╭──

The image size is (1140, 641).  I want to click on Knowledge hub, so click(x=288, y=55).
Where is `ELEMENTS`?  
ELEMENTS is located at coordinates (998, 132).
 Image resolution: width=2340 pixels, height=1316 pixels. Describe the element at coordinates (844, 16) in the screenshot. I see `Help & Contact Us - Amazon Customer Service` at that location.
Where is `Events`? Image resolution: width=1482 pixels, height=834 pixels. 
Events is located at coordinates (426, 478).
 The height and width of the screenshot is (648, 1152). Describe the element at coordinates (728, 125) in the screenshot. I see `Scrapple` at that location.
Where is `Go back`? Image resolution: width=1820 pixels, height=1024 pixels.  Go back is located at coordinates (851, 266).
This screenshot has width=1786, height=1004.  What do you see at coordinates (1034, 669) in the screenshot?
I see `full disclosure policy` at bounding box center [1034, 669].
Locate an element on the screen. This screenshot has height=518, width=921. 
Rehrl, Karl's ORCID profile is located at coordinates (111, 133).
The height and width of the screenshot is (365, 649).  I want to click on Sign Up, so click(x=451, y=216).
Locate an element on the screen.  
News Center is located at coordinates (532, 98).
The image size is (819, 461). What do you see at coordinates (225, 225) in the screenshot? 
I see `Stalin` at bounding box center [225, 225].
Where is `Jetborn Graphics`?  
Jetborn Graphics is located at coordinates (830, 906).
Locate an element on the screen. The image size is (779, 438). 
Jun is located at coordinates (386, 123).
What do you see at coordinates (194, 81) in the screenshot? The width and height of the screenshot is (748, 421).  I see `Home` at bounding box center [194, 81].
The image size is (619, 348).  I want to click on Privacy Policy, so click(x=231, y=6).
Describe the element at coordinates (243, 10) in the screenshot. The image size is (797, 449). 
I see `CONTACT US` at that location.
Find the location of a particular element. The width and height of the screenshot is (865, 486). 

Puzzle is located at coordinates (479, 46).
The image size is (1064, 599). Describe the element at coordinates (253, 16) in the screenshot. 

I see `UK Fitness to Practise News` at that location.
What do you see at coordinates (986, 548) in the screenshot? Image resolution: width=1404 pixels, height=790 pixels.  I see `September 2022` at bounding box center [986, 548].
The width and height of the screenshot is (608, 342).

╰──

Action item
With every word kept as it is, set down the entries again.

Exercise output
The image size is (1140, 641).  I want to click on Knowledge hub, so click(x=288, y=55).
Where is `ELEMENTS`?  
ELEMENTS is located at coordinates (998, 132).
 Image resolution: width=2340 pixels, height=1316 pixels. Describe the element at coordinates (844, 16) in the screenshot. I see `Help & Contact Us - Amazon Customer Service` at that location.
Where is `Events`? Image resolution: width=1482 pixels, height=834 pixels. 
Events is located at coordinates (426, 478).
 The height and width of the screenshot is (648, 1152). Describe the element at coordinates (728, 125) in the screenshot. I see `Scrapple` at that location.
Where is `Go back`? Image resolution: width=1820 pixels, height=1024 pixels.  Go back is located at coordinates (851, 266).
This screenshot has width=1786, height=1004.  What do you see at coordinates (1034, 669) in the screenshot?
I see `full disclosure policy` at bounding box center [1034, 669].
Locate an element on the screen. This screenshot has height=518, width=921. 
Rehrl, Karl's ORCID profile is located at coordinates (111, 133).
The height and width of the screenshot is (365, 649).  I want to click on Sign Up, so click(x=451, y=216).
Locate an element on the screen.  
News Center is located at coordinates (532, 98).
The image size is (819, 461). What do you see at coordinates (225, 225) in the screenshot? 
I see `Stalin` at bounding box center [225, 225].
Where is `Jetborn Graphics`?  
Jetborn Graphics is located at coordinates (830, 906).
Locate an element on the screen. The image size is (779, 438). 
Jun is located at coordinates (386, 123).
What do you see at coordinates (194, 81) in the screenshot? The width and height of the screenshot is (748, 421).  I see `Home` at bounding box center [194, 81].
The image size is (619, 348).  I want to click on Privacy Policy, so click(x=231, y=6).
Describe the element at coordinates (243, 10) in the screenshot. The image size is (797, 449). 
I see `CONTACT US` at that location.
Find the location of a particular element. The width and height of the screenshot is (865, 486). 

Puzzle is located at coordinates (479, 46).
The image size is (1064, 599). Describe the element at coordinates (253, 16) in the screenshot. 

I see `UK Fitness to Practise News` at that location.
What do you see at coordinates (986, 548) in the screenshot? Image resolution: width=1404 pixels, height=790 pixels.  I see `September 2022` at bounding box center [986, 548].
The width and height of the screenshot is (608, 342).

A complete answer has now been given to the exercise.